David would never have used the phrase
drama queen
. Then and now, he thought it was sexist. But after they were married, when she was about four months pregnant, he found himself wondering if some of Courtney’s reactions were in fact overreactions, just as she’d said. She’d talked her parents into paying for a cell phone service for herself and David so she could reach him anytime. This was the mid-nineties; no one he knew had a cell yet, and he heard his share of comments about his wife having him on a very short leash. But that wasn’t what bothered him. Courtney had said the phones were necessary in case something went wrong with her or the baby. Fair enough, except that her definition of “something wrong” was nothing like his. He tried to remain sympathetic no matter how often she called, even when she interrupted his historiography lecture because she was hysterical about a form rejection letter she received for a story she’d written. He reminded himself of what his mother had said about first pregnancies being very hard, especially if the woman was sick. And Courtney had moved away from all her friends and her family. He just needed to be more patient.

Joshua was due on July 30, but he was born early, on July 8. Though it was summer, David was in the middle of teaching three classes at a local community college, tutoring five high school students to take the SAT, and writing revisions for a long, complex paper on the role of economic causality in historical theories of work. Luckily, his mother came up to help with the infant, though that caused some problems, too. Courtney called at least once a day to complain that Sandra was driving her crazy. He tried to be sympathetic, though his mother’s only real crime seemed to be that Joshua was so much easier when she was taking care of him. The one time he hinted that the baby might be picking up on how tense Courtney was, she snapped, “Are you’re saying I’m a bad mother?” “No,” he said quickly. “I’m just saying you and I are new at this.” He kept his voice gentle, though his jaw felt tight. Most of the time when Courtney called, she would end up apologizing, but he didn’t feel like hanging on, waiting for her mood to change. He had ninety-two tests to grade before the end of the week.
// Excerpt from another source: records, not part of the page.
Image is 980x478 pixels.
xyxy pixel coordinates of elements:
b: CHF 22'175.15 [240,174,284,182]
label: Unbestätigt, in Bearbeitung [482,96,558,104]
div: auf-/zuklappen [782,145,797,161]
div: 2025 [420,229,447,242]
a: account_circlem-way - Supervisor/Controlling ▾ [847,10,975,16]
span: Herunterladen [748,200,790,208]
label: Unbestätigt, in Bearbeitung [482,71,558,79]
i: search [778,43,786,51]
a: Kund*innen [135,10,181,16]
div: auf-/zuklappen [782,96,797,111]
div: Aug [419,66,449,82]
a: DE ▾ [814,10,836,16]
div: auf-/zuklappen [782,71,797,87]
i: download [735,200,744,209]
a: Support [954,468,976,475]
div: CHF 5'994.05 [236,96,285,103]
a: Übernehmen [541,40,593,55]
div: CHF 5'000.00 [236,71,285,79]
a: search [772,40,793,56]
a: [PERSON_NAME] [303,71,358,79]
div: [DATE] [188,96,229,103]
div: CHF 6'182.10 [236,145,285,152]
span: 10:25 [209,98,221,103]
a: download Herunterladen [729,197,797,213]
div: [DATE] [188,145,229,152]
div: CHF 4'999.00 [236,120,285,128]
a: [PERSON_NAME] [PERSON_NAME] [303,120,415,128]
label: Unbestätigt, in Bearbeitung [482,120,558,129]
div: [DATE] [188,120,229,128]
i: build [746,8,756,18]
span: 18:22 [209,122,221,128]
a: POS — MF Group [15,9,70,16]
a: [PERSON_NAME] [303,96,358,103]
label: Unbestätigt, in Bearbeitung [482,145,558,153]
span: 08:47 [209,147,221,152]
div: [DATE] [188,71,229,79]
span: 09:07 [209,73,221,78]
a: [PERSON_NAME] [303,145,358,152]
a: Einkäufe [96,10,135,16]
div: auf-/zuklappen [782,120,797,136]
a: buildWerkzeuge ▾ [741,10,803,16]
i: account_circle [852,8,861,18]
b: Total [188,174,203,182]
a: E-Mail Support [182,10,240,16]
He was so stressed that it was hard not to be jealous of his grad school friends who didn’t have colicky babies and upset wives and ninety-two students waiting for grades, friends who did nothing but study all day and hang out at bars most nights.

All of it—the classes, the tutoring, and the revisions—was over by the beginning of August. He had a full month off before the fall semester began, which was a good thing, as his mother had to go home and back to work. She promised to come up again as soon as she could, but in the meantime, they would be on their own.

After only a day and a half, they were already overwhelmed. Joshua was cuter than any baby David had ever seen, so cute it seemed impossible that David had had anything to do with creating him, yet he was exhausting to take care of, primarily because he seemed to hate sleeping. Because he was three weeks premature, he was born very small, only 5 pounds and 2 ounces. David assumed that had to be part of the reason he woke up every hour and a half all night long, screaming to be fed. Courtney was breastfeeding, not because she wanted to, as she frequently admitted, but because she was afraid the pediatrician, and especially her mother, Liz, would disapprove if she didn’t. David wasn’t sure why she refused to try pumping milk so he could handle one of the nightly feedings. She also wouldn’t discuss why she’d decided to stop waking Joshie during his long afternoon naps, though Sandra had told them they needed to do this until the baby learned to save his longest continuous sleeping period for the nights. David suspected that she was too exhausted to think straight, but it was becoming a vicious cycle. The more tired Courtney was, the more reluctant she became to listen to suggestions, much less let him make any of the decisions. So he did the only thing he could think of. He changed diapers when she told him to, grabbed another spit-up cloth if she snapped her fingers and pointed at her shoulder, took Joshie for walks when she yelled that the crying was driving her insane. Whatever she wanted.